Buffers and Cached memory in free
command.
Explaining
the free command outputs:
total: Yes, this is total ram.
used: This is probably the most confused column.
This is a mix of application used memory and other 'temporarily' (buffer +
cache) used memory that is actually available if needed. So technically the
memory is truly being used, but much of this memory is available if an
application needs it. The 'temporarily' used memory is borrowed if available by
the linux system to help speed up system performance, otherwise the system
would have read from disk more often. Much of this type of memory is shown
under the 'cached' column. This memory is given up by the linux system if an
application need memory.
free: Yes, this pure free and untouched memory.
shared: Memory specifically allocated for use by
multiple processes
buffers: Temporary memory that is set aside to help
some processes
cache: Memory that is available and 'borrowed' by
the operating system to help speed up many linux OS operations. This memory is
given up by the system if an application need it.
The difference between
the first and the second rows is that the first is row is does not count caches
and buffers under the free column,
while the second one does. Here is an example:
total used free
shared buffers cached
[1] Mem:
4028712 2972388 1056324 0
315056 835360
[2] -/+ buffers/cache: 1821972
2206740
used[2] =
used[1] - buffers - cached
free[2] =
free[1] + buffers + cached
The first line means:
·
total: Your total (physical) RAM (excluding a small
bit that the kernel permanently reserves for itself at startup); that's why it
shows ca. 11.7 GiB , and not 12 GiB, which you probably have.
·
used: memory in use by the OS.
·
free: memory not in use.
total = used + free
·
shared / buffers / cached: This shows memory usage for specific
purposes, these values are included in the value for used.
The second line gives
first line values adjusted. It gives the original value for used minus the sum buffers+cached and the original value for free plus the sum buffers+cached, hence its title. These new values are often more meaningful
than those of first line.
The last line (Swap:) gives information about swap space usage (i.e. memory contents
that have been temporarily moved to disk).
To actually understand
what the numbers mean, you need a bit of background about the virtual memory
(VM) subsystem in Linux. Just a short version: Linux (like most modern OS) will
always try to use free RAM for caching stuff, so Mem: free will almost always be very low. Therefore the line -/+ buffers/cache: is shown, because it shows how much
memory is free when ignoring caches; caches will be freed automatically if
memory gets scarce, so they do not really matter.
A Linux system is
really low on memory if the free value in -/+ buffers/cache: line gets low.
What is the difference between
something that is buffered vs. cached?
A buffer is something that
has yet to be "written" to disk. A cache is something that has been
"read" from the disk and stored for later use.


**What the task asks**
Find "Image is 868x433 pixels." below and begin at its line; stop after the line with "Image is 868x489 pixels.". Output those lines exactly, without pictures.

**Records provided**
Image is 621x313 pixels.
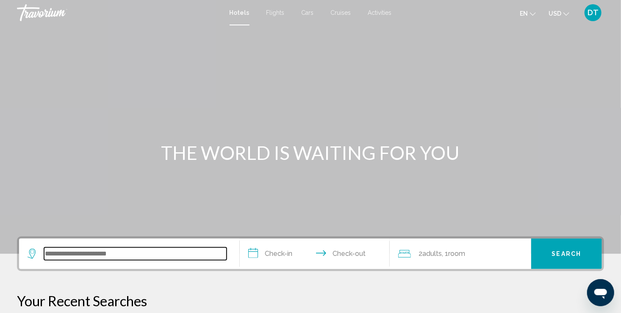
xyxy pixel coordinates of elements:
[588,8,599,17] span: DT
[230,9,250,16] a: Hotels
[520,10,528,17] span: en
[448,250,465,258] span: Room
[520,7,536,19] button: Change language
[302,9,314,16] a: Cars
[531,239,602,269] button: Search
[422,250,442,258] span: Adults
[266,9,285,16] a: Flights
[587,280,614,307] iframe: Button to launch messaging window
[390,239,531,269] button: Travelers: 2 adults, 0 children
[552,251,582,258] span: Search
[240,239,390,269] button: Check in and out dates
[582,4,604,22] button: User Menu
[549,10,561,17] span: USD
[19,239,602,269] div: Search widget
[152,142,469,164] h1: THE WORLD IS WAITING FOR YOU
[419,248,442,260] span: 2
[368,9,392,16] a: Activities
[17,293,604,310] p: Your Recent Searches
[17,4,221,21] a: Travorium
[549,7,569,19] button: Change currency
[331,9,351,16] a: Cruises
[442,248,465,260] span: , 1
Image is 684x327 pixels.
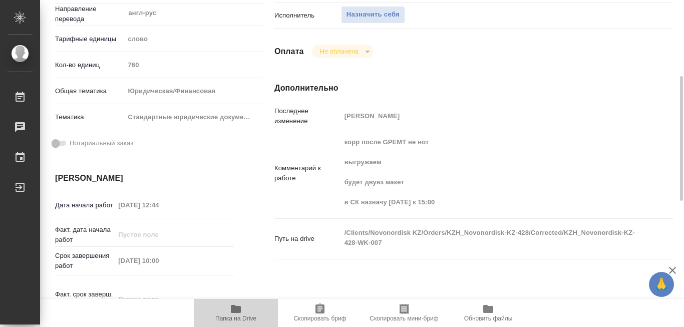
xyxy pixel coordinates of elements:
button: Не оплачена [317,47,361,56]
p: Дата начала работ [55,200,115,210]
textarea: /Clients/Novonordisk KZ/Orders/KZH_Novonordisk-KZ-428/Corrected/KZH_Novonordisk-KZ-428-WK-007 [341,224,640,251]
p: Факт. срок заверш. работ [55,289,115,309]
input: Пустое поле [115,253,202,268]
div: Стандартные юридические документы, договоры, уставы [124,109,263,126]
h4: Оплата [274,46,304,58]
p: Последнее изменение [274,106,341,126]
p: Тематика [55,112,124,122]
textarea: корр после GPEMT не нот выгружаем будет двуяз макет в СК назначу [DATE] к 15:00 [341,134,640,211]
input: Пустое поле [115,292,202,306]
button: Папка на Drive [194,299,278,327]
p: Кол-во единиц [55,60,124,70]
p: Тарифные единицы [55,34,124,44]
span: Нотариальный заказ [70,138,133,148]
span: Скопировать мини-бриф [369,315,438,322]
div: слово [124,31,263,48]
button: Скопировать мини-бриф [362,299,446,327]
p: Комментарий к работе [274,163,341,183]
button: Обновить файлы [446,299,530,327]
span: Назначить себя [346,9,399,21]
p: Факт. дата начала работ [55,225,115,245]
span: Папка на Drive [215,315,256,322]
button: Назначить себя [341,6,405,24]
div: Не оплачена [312,45,373,58]
input: Пустое поле [341,109,640,123]
span: 🙏 [653,274,670,295]
p: Исполнитель [274,11,341,21]
p: Направление перевода [55,4,124,24]
button: Скопировать бриф [278,299,362,327]
input: Пустое поле [124,58,263,72]
p: Путь на drive [274,234,341,244]
div: Юридическая/Финансовая [124,83,263,100]
input: Пустое поле [115,227,202,242]
h4: [PERSON_NAME] [55,172,234,184]
button: 🙏 [649,272,674,297]
h4: Дополнительно [274,82,673,94]
p: Общая тематика [55,86,124,96]
p: Срок завершения работ [55,251,115,271]
input: Пустое поле [115,198,202,212]
span: Скопировать бриф [293,315,346,322]
span: Обновить файлы [464,315,512,322]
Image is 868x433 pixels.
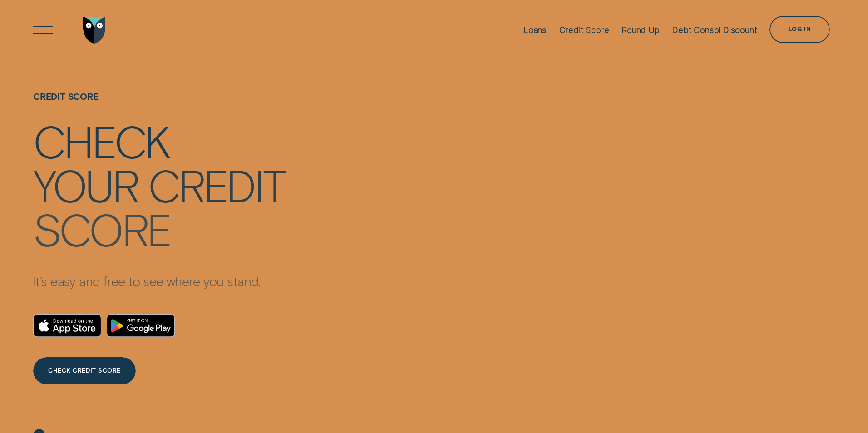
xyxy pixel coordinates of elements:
[33,164,138,206] div: your
[671,25,757,36] div: Debt Consol Discount
[769,16,830,43] button: Log in
[621,25,660,36] div: Round Up
[523,25,547,36] div: Loans
[148,164,285,206] div: credit
[33,119,285,246] h4: Check your credit score
[30,17,57,44] button: Open Menu
[83,17,106,44] img: Wisr
[33,314,101,337] a: Download on the App Store
[33,92,285,119] h1: Credit Score
[33,358,136,385] a: CHECK CREDIT SCORE
[33,208,171,250] div: score
[33,273,285,290] p: It’s easy and free to see where you stand.
[107,314,175,337] a: Android App on Google Play
[559,25,609,36] div: Credit Score
[33,120,170,162] div: Check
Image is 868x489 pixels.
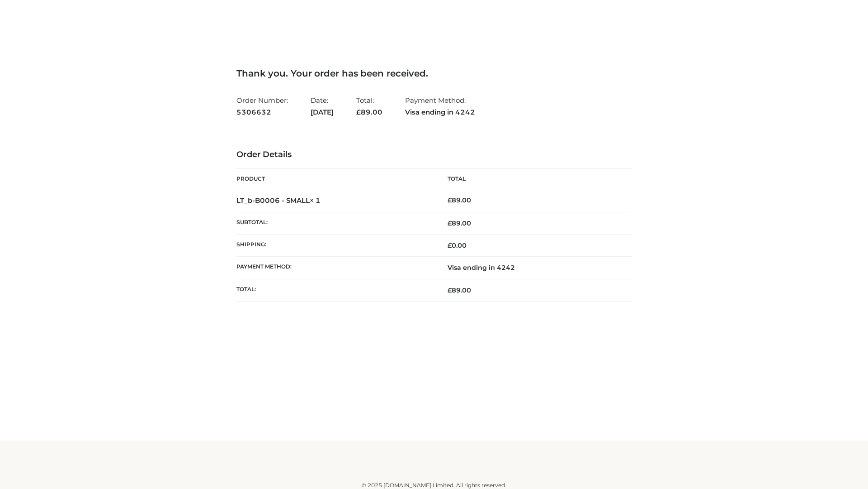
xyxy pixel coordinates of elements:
span: 89.00 [448,286,471,294]
li: Date: [311,92,334,120]
strong: × 1 [309,196,321,205]
li: Total: [357,92,383,120]
th: Product [237,169,434,189]
span: 89.00 [357,108,383,117]
strong: LT_b-B0006 - SMALL [237,196,321,205]
li: Payment Method: [406,92,476,120]
span: £ [448,196,452,205]
th: Payment method: [237,257,434,279]
strong: [DATE] [311,107,334,118]
h3: Order Details [237,150,632,160]
li: Order Number: [237,92,288,120]
span: 89.00 [448,219,471,227]
th: Total: [237,279,434,301]
h3: Thank you. Your order has been received. [237,68,632,79]
bdi: 89.00 [448,196,471,205]
th: Subtotal: [237,212,434,234]
span: £ [448,241,452,249]
th: Shipping: [237,235,434,257]
bdi: 0.00 [448,241,467,249]
strong: Visa ending in 4242 [406,107,476,118]
th: Total [434,169,632,189]
span: £ [357,108,361,117]
td: Visa ending in 4242 [434,257,632,279]
span: £ [448,286,452,294]
span: £ [448,219,452,227]
strong: 5306632 [237,107,288,118]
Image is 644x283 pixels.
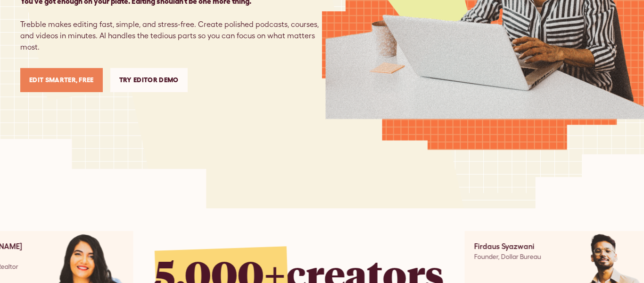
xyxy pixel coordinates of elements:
div: Firdaus Syazwani [474,240,542,252]
div: Founder, Dollar Bureau [474,252,542,262]
a: Try Editor Demo [110,68,187,92]
a: Edit Smarter, Free [20,68,102,92]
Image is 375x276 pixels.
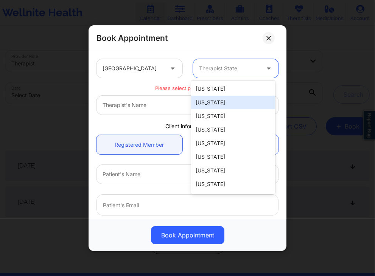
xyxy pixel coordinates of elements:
button: Book Appointment [151,226,224,244]
div: [US_STATE] [191,82,275,96]
div: [US_STATE] [191,137,275,150]
div: [GEOGRAPHIC_DATA] [103,59,163,78]
div: [US_STATE] [191,150,275,164]
div: [US_STATE] [191,109,275,123]
div: [US_STATE] [191,164,275,177]
div: [US_STATE] [191,123,275,137]
a: Registered Member [96,135,182,154]
div: [US_STATE] [191,177,275,191]
input: Patient's Email [96,194,278,216]
div: [US_STATE][GEOGRAPHIC_DATA] [191,191,275,212]
h2: Book Appointment [96,33,168,43]
div: Client information: [91,122,284,130]
div: [US_STATE] [191,96,275,109]
p: Please select provider state [96,85,278,92]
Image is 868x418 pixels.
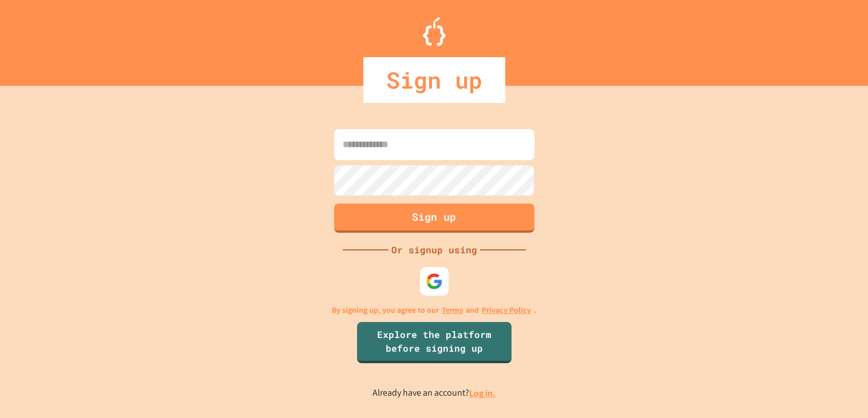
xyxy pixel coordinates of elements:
[441,304,463,316] a: Terms
[363,57,506,103] div: Sign up
[469,387,496,399] a: Log in.
[388,244,481,257] div: Or signup using
[372,386,496,400] p: Already have an account?
[332,304,537,316] p: By signing up, you agree to our and .
[423,17,446,46] img: Logo.svg
[426,273,443,290] img: google-icon.svg
[482,304,531,316] a: Privacy Policy
[357,323,511,364] a: Explore the platform before signing up
[334,203,535,233] button: Sign up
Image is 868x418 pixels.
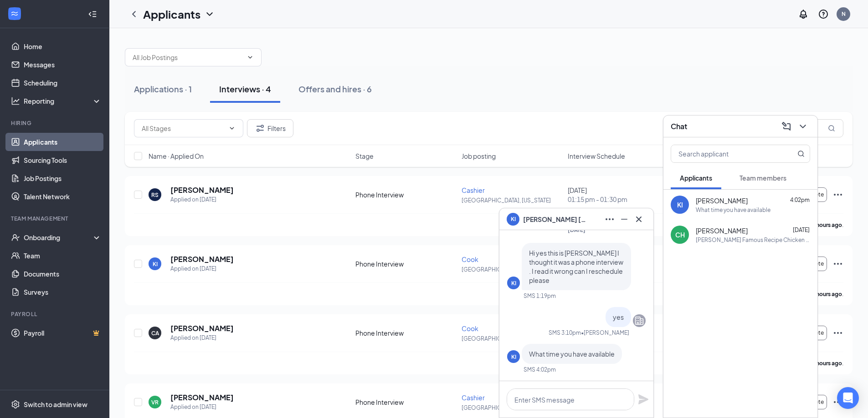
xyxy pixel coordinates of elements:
[812,222,842,228] b: 6 hours ago
[602,212,617,227] button: Ellipses
[511,353,516,361] div: KI
[580,329,629,337] span: • [PERSON_NAME]
[604,214,615,225] svg: Ellipses
[462,335,562,343] p: [GEOGRAPHIC_DATA], [US_STATE]
[171,324,234,333] h5: [PERSON_NAME]
[511,280,516,287] div: KI
[841,10,845,18] div: N
[171,333,234,343] div: Applied on [DATE]
[11,400,20,409] svg: Settings
[795,119,810,134] button: ChevronDown
[781,121,792,132] svg: ComposeMessage
[677,200,683,209] div: KI
[462,151,496,161] span: Job posting
[462,196,562,204] p: [GEOGRAPHIC_DATA], [US_STATE]
[798,9,808,20] svg: Notifications
[528,249,623,285] span: Hi yes this is [PERSON_NAME] I thought it was a phone interview . I read it wrong can I reschedul...
[23,133,101,151] a: Applicants
[567,195,668,204] span: 01:15 pm - 01:30 pm
[171,196,234,204] div: Applied on [DATE]
[797,150,804,158] svg: MagnifyingGlass
[462,325,478,332] span: Cook
[793,227,809,234] span: [DATE]
[355,151,373,161] span: Stage
[462,404,562,412] p: [GEOGRAPHIC_DATA], [US_STATE]
[23,265,101,283] a: Documents
[152,260,158,268] div: KI
[23,170,101,188] a: Job Postings
[696,206,770,214] div: What time you have available
[128,9,139,20] svg: ChevronLeft
[696,196,748,205] span: [PERSON_NAME]
[228,125,236,132] svg: ChevronDown
[633,315,645,326] svg: Company
[818,9,828,20] svg: QuestionInfo
[523,293,555,299] div: SMS 1:19pm
[462,394,484,402] span: Cashier
[462,186,484,194] span: Cashier
[11,233,20,242] svg: UserCheck
[171,393,234,402] h5: [PERSON_NAME]
[23,283,101,301] a: Surveys
[670,121,687,132] h3: Chat
[548,329,580,337] div: SMS 3:10pm
[148,151,204,161] span: Name · Applied On
[567,151,625,161] span: Interview Schedule
[152,330,159,338] div: CA
[10,10,19,18] svg: WorkstreamLogo
[133,52,243,62] input: All Job Postings
[619,214,630,225] svg: Minimize
[11,215,100,222] div: Team Management
[567,227,586,234] span: [DATE]
[679,174,712,182] span: Applicants
[247,119,294,138] button: Filter Filters
[171,185,234,196] h5: [PERSON_NAME]
[87,10,97,19] svg: Collapse
[812,360,842,367] b: 5 hours ago
[171,264,234,273] div: Applied on [DATE]
[355,397,456,407] div: Phone Interview
[832,396,843,408] svg: Ellipses
[528,350,614,358] span: What time you have available
[567,186,668,204] div: [DATE]
[675,230,684,240] div: CH
[670,145,779,163] input: Search applicant
[143,6,200,22] h1: Applicants
[134,83,191,94] div: Applications · 1
[832,259,843,269] svg: Ellipses
[142,123,224,133] input: All Stages
[355,260,456,268] div: Phone Interview
[152,191,159,199] div: RS
[23,188,101,206] a: Talent Network
[523,366,555,374] div: SMS 4:02pm
[171,402,234,412] div: Applied on [DATE]
[797,121,808,132] svg: ChevronDown
[790,196,809,203] span: 4:02pm
[462,266,562,273] p: [GEOGRAPHIC_DATA], [US_STATE]
[23,74,101,92] a: Scheduling
[204,9,215,20] svg: ChevronDown
[632,212,645,227] button: Cross
[638,394,649,405] svg: Plane
[23,55,101,74] a: Messages
[617,212,632,227] button: Minimize
[246,54,254,61] svg: ChevronDown
[255,123,266,134] svg: Filter
[298,83,372,94] div: Offers and hires · 6
[23,37,101,55] a: Home
[837,387,858,409] div: Open Intercom Messenger
[696,226,748,235] span: [PERSON_NAME]
[612,313,624,321] span: yes
[739,174,786,182] span: Team members
[23,247,101,265] a: Team
[633,214,644,225] svg: Cross
[152,399,159,406] div: VR
[219,83,271,94] div: Interviews · 4
[11,311,100,318] div: Payroll
[23,233,94,242] div: Onboarding
[11,119,100,127] div: Hiring
[171,254,234,264] h5: [PERSON_NAME]
[355,190,456,199] div: Phone Interview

**Answer below**
Image is 868x433 pixels.
xyxy pixel coordinates of elements:
[33,164,138,206] div: your
[671,25,757,36] div: Debt Consol Discount
[769,16,830,43] button: Log in
[621,25,660,36] div: Round Up
[523,25,547,36] div: Loans
[148,164,285,206] div: credit
[33,119,285,246] h4: Check your credit score
[30,17,57,44] button: Open Menu
[83,17,106,44] img: Wisr
[33,314,101,337] a: Download on the App Store
[33,92,285,119] h1: Credit Score
[33,358,136,385] a: CHECK CREDIT SCORE
[33,208,171,250] div: score
[33,273,285,290] p: It’s easy and free to see where you stand.
[107,314,175,337] a: Android App on Google Play
[559,25,609,36] div: Credit Score
[33,120,170,162] div: Check
Image is 868x489 pixels.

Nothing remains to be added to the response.